More Dogs on Main: Construction site playlist
Jan 10, 2026
My nephew is building a house near mine. The subdivision was platted in the 1930s and 90 years later remains barely half built out. His house is a building boom.
The woods and the topography are such that to get from my place to his isn’t a direct shot despite sharing a boundary line. It
’s far enough away that I don’t see it, but close enough that I hear the construction. More than the usual construction noise of back-up beepers and hammering, what stands out are the musical choices.
The house is moving at a weird schedule. The framer is way behind, and the other subs are starting to show up even though things aren’t entirely ready for them.
I’m not sure what the framer’s issue is. Some days, he’s there alone, which says a lot about the progress. Other days he has a small crew with him and they get a little more done.
On the days he’s there alone, the soundtrack is a dark, sad corner of the country music world. It’s the my-wife-left-and-took-my-truck genre. No wonder nothing gets done. A couple of hours of that and you want to curl up in a corner and weep into your cold gas station burrito. It’s the soundtrack to a suicide.
When the rest of his crew is there, it’s slightly more upbeat, but still not exactly Bob Wills Texas swing. Asleep at the Wheel would pick up the pace and improve the mood.
The plumbers are into rap. The other day it was a broad selection of rap’s finest artists, each shouting the f-word over a skull-cracking bass.
I walk over there every day just to see what’s happening and give the dog a walk. The dog was frightened by the rap songs and refused to go inside even though he knows there is lunch spillage on the floor. But they will have the whole f-ing house f-ing rough plumbed in a couple of f-ing of days.
The HVAC guys are into Christian rock, which is almost as annoying as the soul-sucking country. They are not as efficient as the plumbers, and in fact, the two trades seem determined to undo as much of the other’s work as possible. You can’t put a duct there; I need it for a drain line. And your sewer pipe is right where I need to run the ducts to the bedrooms and has to be moved. Back and forth. No shots fired. Yet.
Although the electricians aren’t on the site yet, I wouldn’t be surprised if they start blasting opera. The roofers, should the framer actually emerge from his despair and get the roof sheathed, will surely have a mariachi vibe unless ICE has them so intimidated they are playing John Phillip Sousa marches or a medley of nice German polkas.
It’s supposedly the job of the general contractor to keep all of the various trades carefully choreographed and on schedule so the kitchen cabinets don’t show up before there is an actual kitchen in the house.
I don’t think his job duties include acting as musical director for the project. The guys on site have to work that out themselves. There must be some established protocol.
For a while, they tried a kind of time-share approach, with everybody getting an hour of programming. But the ultimate compromise appears to have been turn it all off. It was dead silence over there the last time I stopped in. I’m not sure anybody was happy about it, but they worked it out.
Even on the scale of a normal-sized house, construction is complicated. Although it’s a kind of hostile entry experience to Deer Valley going through the East Village construction zone, it’s fascinating to watch.
There are seven tower cranes in a very tight area. Somebody negotiated the exact elevation of each one so they can swing their booms without smacking into each other. Still, I don’t think they can really move anything without coordinating with the crew on the ground and the crane on the building next door. It’s flying along.
It’s interesting how the speed of projects can differ. There are two spec houses in Francis that started after my nephew’s place but already have shingles on and windows installed, while his house still has the moon roof open.
The Grand Hyatt started long after the still-framing high-rise condo project that looms over Empire Lodge, and was open for business for their second Christmas season. I suspect they will be redecorating the Hyatt in a beiger shade of beige before there is a certificate of occupancy on the condo at Empire.
I’m sure there are reasons (poor choice of playlists, unexpected mine shaft in the basement?), but the disparity in schedules is striking.
There’s also that house at the top of the Homestake chair that never seems to progress, or the one next door to it that has been under continuous remodeling since it was built in the 1990s.
It will be nice, some day in the future, when the town is “finished” and nobody is digging up streets or bulldozing school buildings or county libraries that are newer than any school I ever went to. Until then, keep your hardhat and steel-toed boots ready, and learn to compromise on the playlist so we can work together.
Tom Clyde practiced law in Park City for many years. He lives on a working ranch in Woodland and has been writing this column since 1986.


Exercise requirements:
Every line below is to be copied exactly, with the pictures left out.

Exercise inputs:
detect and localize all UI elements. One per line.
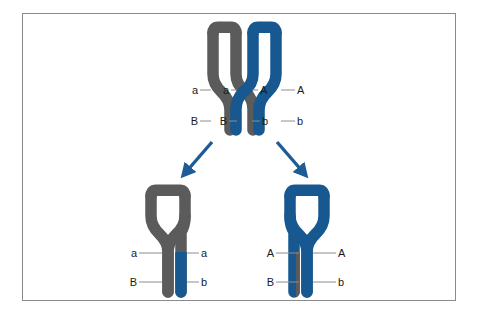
label-top-B-inner: B [211,116,227,127]
right-product-lower-left-limb [290,216,294,292]
label-top-b-inner: b [262,116,278,127]
label-top-a-inner: a [213,85,229,96]
label-left-product-a-right: a [201,248,217,259]
inner-gray-chromatid-upper [236,33,245,91]
label-top-b-outer: b [297,116,313,127]
label-right-product-A-right: A [338,248,354,259]
left-product-top-bow [151,190,185,196]
inner-blue-chromatid-upper [245,33,254,91]
crossing-over-diagram [0,0,487,318]
label-right-product-A-left: A [258,248,274,259]
transition-arrows [186,142,303,172]
arrow-to-right-product [277,142,303,172]
recombinant-chromosome-right [290,190,324,292]
arrow-to-left-product [186,142,212,172]
blue-pair-top-bow [253,27,276,33]
label-left-product-a-left: a [121,248,137,259]
label-right-product-B-left: B [258,277,274,288]
recombinant-chromosome-left [151,190,185,292]
figure-root: a a A A B B b b a a B b A A B b [0,0,487,318]
label-top-A-outer: A [297,85,313,96]
gray-pair-top-bow [213,27,236,33]
label-top-a-outer: a [182,85,198,96]
label-top-B-outer: B [182,116,198,127]
label-left-product-B-left: B [121,277,137,288]
label-left-product-b-right: b [201,277,217,288]
label-top-A-inner: A [260,85,276,96]
inner-blue-chromatid-lower [236,91,244,130]
label-right-product-b-right: b [338,277,354,288]
right-product-top-bow [290,190,324,196]
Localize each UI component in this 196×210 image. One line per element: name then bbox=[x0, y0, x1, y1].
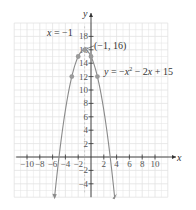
x-tick-label: −4 bbox=[61, 159, 71, 169]
y-tick-label: 18 bbox=[79, 31, 89, 41]
y-tick-label: −4 bbox=[78, 179, 88, 189]
x-tick-label: 4 bbox=[114, 159, 119, 169]
parabola-chart: −10−8−6−4−2246810−4−224681012141618 y x … bbox=[0, 0, 196, 210]
data-point bbox=[82, 47, 87, 52]
equation-label: y = −x2 − 2x + 15 bbox=[103, 66, 173, 77]
x-tick-label: 8 bbox=[140, 159, 145, 169]
y-tick-label: 12 bbox=[79, 72, 88, 82]
y-tick-label: 2 bbox=[84, 139, 89, 149]
data-point bbox=[89, 54, 94, 59]
y-tick-label: −2 bbox=[78, 165, 88, 175]
data-point bbox=[95, 74, 100, 79]
y-tick-label: 10 bbox=[79, 85, 89, 95]
data-point bbox=[69, 74, 74, 79]
y-tick-label: 8 bbox=[84, 98, 89, 108]
x-tick-label: −6 bbox=[48, 159, 58, 169]
y-tick-label: 4 bbox=[84, 125, 89, 135]
y-tick-label: 6 bbox=[84, 112, 89, 122]
x-tick-label: 2 bbox=[102, 159, 107, 169]
y-axis-arrow-icon bbox=[89, 13, 93, 17]
data-point bbox=[76, 54, 81, 59]
x-axis-arrow-icon bbox=[172, 155, 176, 159]
x-axis-label: x bbox=[176, 152, 182, 163]
y-axis-label: y bbox=[82, 8, 88, 19]
left-arrow-icon bbox=[52, 194, 56, 200]
x-tick-label: 10 bbox=[151, 159, 161, 169]
vertex-label: (−1, 16) bbox=[94, 40, 126, 52]
axis-of-symmetry-label: x = −1 bbox=[46, 27, 73, 38]
y-tick-label: 14 bbox=[79, 58, 89, 68]
x-tick-label: −10 bbox=[20, 159, 35, 169]
x-tick-label: 6 bbox=[127, 159, 132, 169]
x-tick-label: −8 bbox=[35, 159, 45, 169]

Answer below:
detect and localize all UI elements. One per line.
label-top-B-inner: B [211,116,227,127]
right-product-lower-left-limb [290,216,294,292]
label-top-b-inner: b [262,116,278,127]
label-top-a-inner: a [213,85,229,96]
label-left-product-a-right: a [201,248,217,259]
inner-gray-chromatid-upper [236,33,245,91]
label-top-b-outer: b [297,116,313,127]
label-right-product-A-right: A [338,248,354,259]
left-product-top-bow [151,190,185,196]
inner-blue-chromatid-upper [245,33,254,91]
crossing-over-diagram [0,0,487,318]
label-right-product-A-left: A [258,248,274,259]
transition-arrows [186,142,303,172]
arrow-to-right-product [277,142,303,172]
recombinant-chromosome-right [290,190,324,292]
arrow-to-left-product [186,142,212,172]
blue-pair-top-bow [253,27,276,33]
label-left-product-a-left: a [121,248,137,259]
label-right-product-B-left: B [258,277,274,288]
recombinant-chromosome-left [151,190,185,292]
figure-root: a a A A B B b b a a B b A A B b [0,0,487,318]
label-top-A-outer: A [297,85,313,96]
gray-pair-top-bow [213,27,236,33]
label-top-a-outer: a [182,85,198,96]
label-top-B-outer: B [182,116,198,127]
label-left-product-B-left: B [121,277,137,288]
label-left-product-b-right: b [201,277,217,288]
label-top-A-inner: A [260,85,276,96]
inner-blue-chromatid-lower [236,91,244,130]
label-right-product-b-right: b [338,277,354,288]
right-product-top-bow [290,190,324,196]
Localize each UI component in this 196×210 image. One line per element: name then bbox=[x0, y0, x1, y1].
x-tick-label: −4 bbox=[61, 159, 71, 169]
y-tick-label: 18 bbox=[79, 31, 89, 41]
y-tick-label: −4 bbox=[78, 179, 88, 189]
x-tick-label: 4 bbox=[114, 159, 119, 169]
parabola-chart: −10−8−6−4−2246810−4−224681012141618 y x … bbox=[0, 0, 196, 210]
data-point bbox=[82, 47, 87, 52]
equation-label: y = −x2 − 2x + 15 bbox=[103, 66, 173, 77]
x-tick-label: 8 bbox=[140, 159, 145, 169]
y-tick-label: 12 bbox=[79, 72, 88, 82]
y-tick-label: 2 bbox=[84, 139, 89, 149]
data-point bbox=[89, 54, 94, 59]
y-tick-label: −2 bbox=[78, 165, 88, 175]
data-point bbox=[95, 74, 100, 79]
y-tick-label: 10 bbox=[79, 85, 89, 95]
data-point bbox=[69, 74, 74, 79]
y-tick-label: 8 bbox=[84, 98, 89, 108]
x-tick-label: −6 bbox=[48, 159, 58, 169]
y-tick-label: 4 bbox=[84, 125, 89, 135]
y-tick-label: 6 bbox=[84, 112, 89, 122]
x-tick-label: 2 bbox=[102, 159, 107, 169]
y-axis-arrow-icon bbox=[89, 13, 93, 17]
data-point bbox=[76, 54, 81, 59]
x-axis-arrow-icon bbox=[172, 155, 176, 159]
x-axis-label: x bbox=[176, 152, 182, 163]
y-axis-label: y bbox=[82, 8, 88, 19]
left-arrow-icon bbox=[52, 194, 56, 200]
x-tick-label: 10 bbox=[151, 159, 161, 169]
vertex-label: (−1, 16) bbox=[94, 40, 126, 52]
axis-of-symmetry-label: x = −1 bbox=[46, 27, 73, 38]
y-tick-label: 14 bbox=[79, 58, 89, 68]
x-tick-label: −10 bbox=[20, 159, 35, 169]
x-tick-label: 6 bbox=[127, 159, 132, 169]
x-tick-label: −8 bbox=[35, 159, 45, 169]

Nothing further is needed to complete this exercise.